Kawasaki tries to get customer juices flowing in other ways, such as with fast-paced social-media videos showing motorcycles in action.

I’m not suggesting car dealers wave off test-drive requests and instead direct customers to YouTube videos showing the thrills that come with that compact CUV they’re considering.

But dealers can use videos to show certain things, such as safety features that are highly important but don’t stand out during a test drive unless something goes really wrong. Think collision course.

No, test drives should not include airbag deployments for demonstration purposes.

Nor is it a grand idea to urge customers behind the wheel of a demo car to take aim at another vehicle in order to feel the effects of automatic emergency braking.

Fact is, a car so equipped would indeed stop on its own in such a jam. But that occurring on a test drive might freak people out, including the customer-driver, the other driver and any police officers within eyeshot.

Here’s what doesn’t make for scintillating customer interaction: Sitting in the showroom and going down the list of safety items. (“Not only that, it has a forward-collision avoidance system.”) A Monroney can tell you that. A show-and-tell video would better get the point across.

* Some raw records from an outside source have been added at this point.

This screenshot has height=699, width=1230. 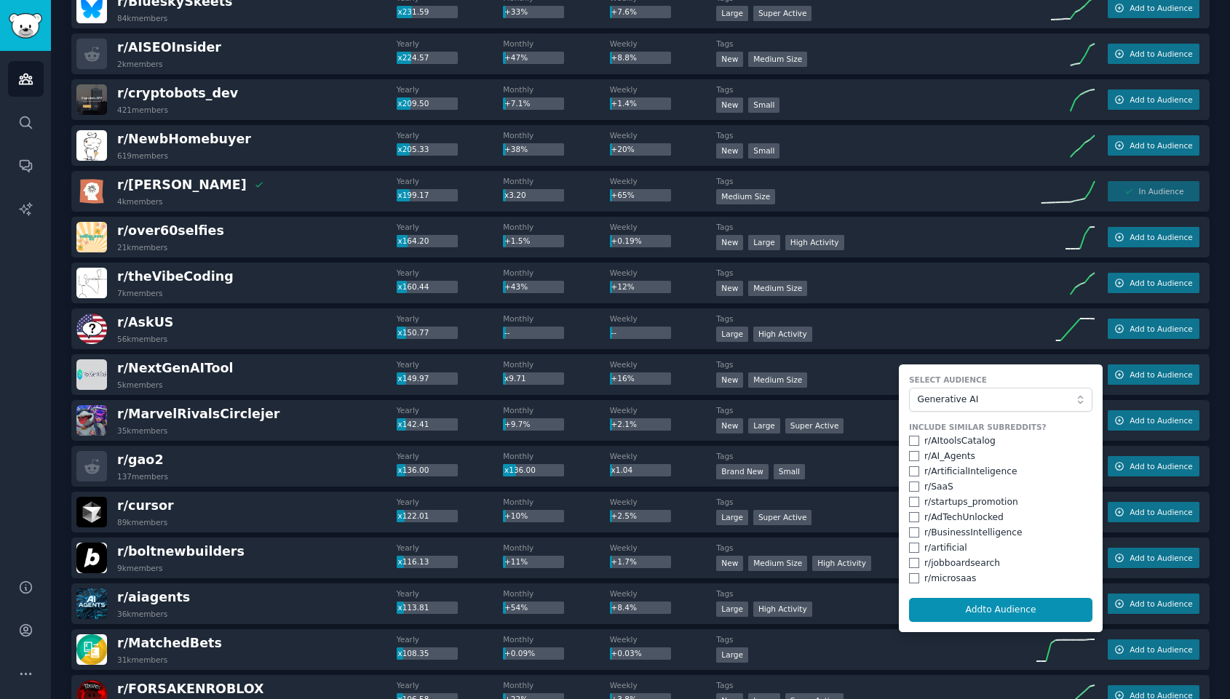 What do you see at coordinates (1000, 427) in the screenshot?
I see `label: Include Similar Subreddits?` at bounding box center [1000, 427].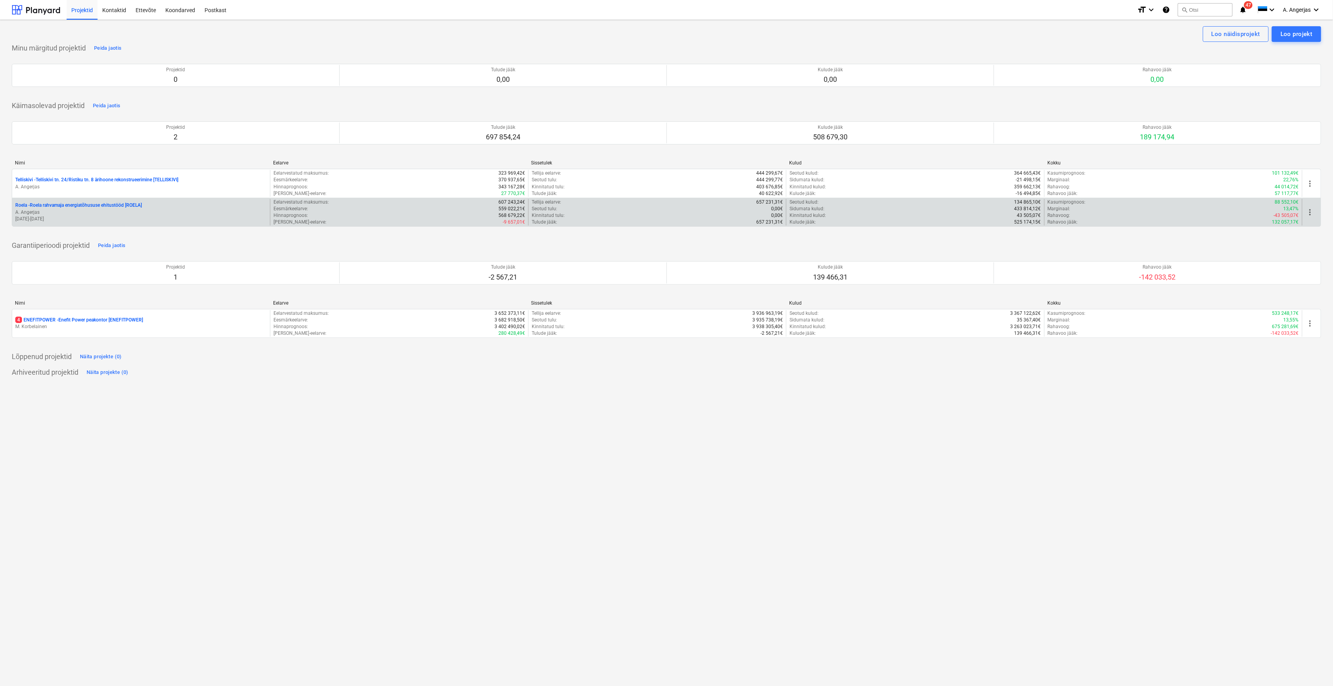  I want to click on p: Projektid, so click(176, 267).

Some futurist types predict dealerships someday will house test-drive simulators. They’d let customers go for a spin without leaving the store. Sounds sketchy, but think of the gasoline you’d save.

Not everyone wants an obligatory test drive. In a DME Automotive survey of 2,000 consumers, 320 said they skipped it for whatever reason.

I recently bought a car. The salesman asked if I wanted to try it out. I declined for a few reasons.

First, I was familiar with the car. (We at WardsAuto test drive lots of them.) Second, I trusted the dealership not to sell me a loser cruiser. Third, as I told the salesman: “If there is a problem, you’ll be the first to know.”

By the way, it runs great.

[email protected]

Hide comments

Comments

  • Allowed HTML tags: <em> <strong> <blockquote> <br> <p>

Plain text

  • No HTML tags allowed.
  • Web page addresses and e-mail addresses turn into links automatically.
  • Lines and paragraphs break automatically.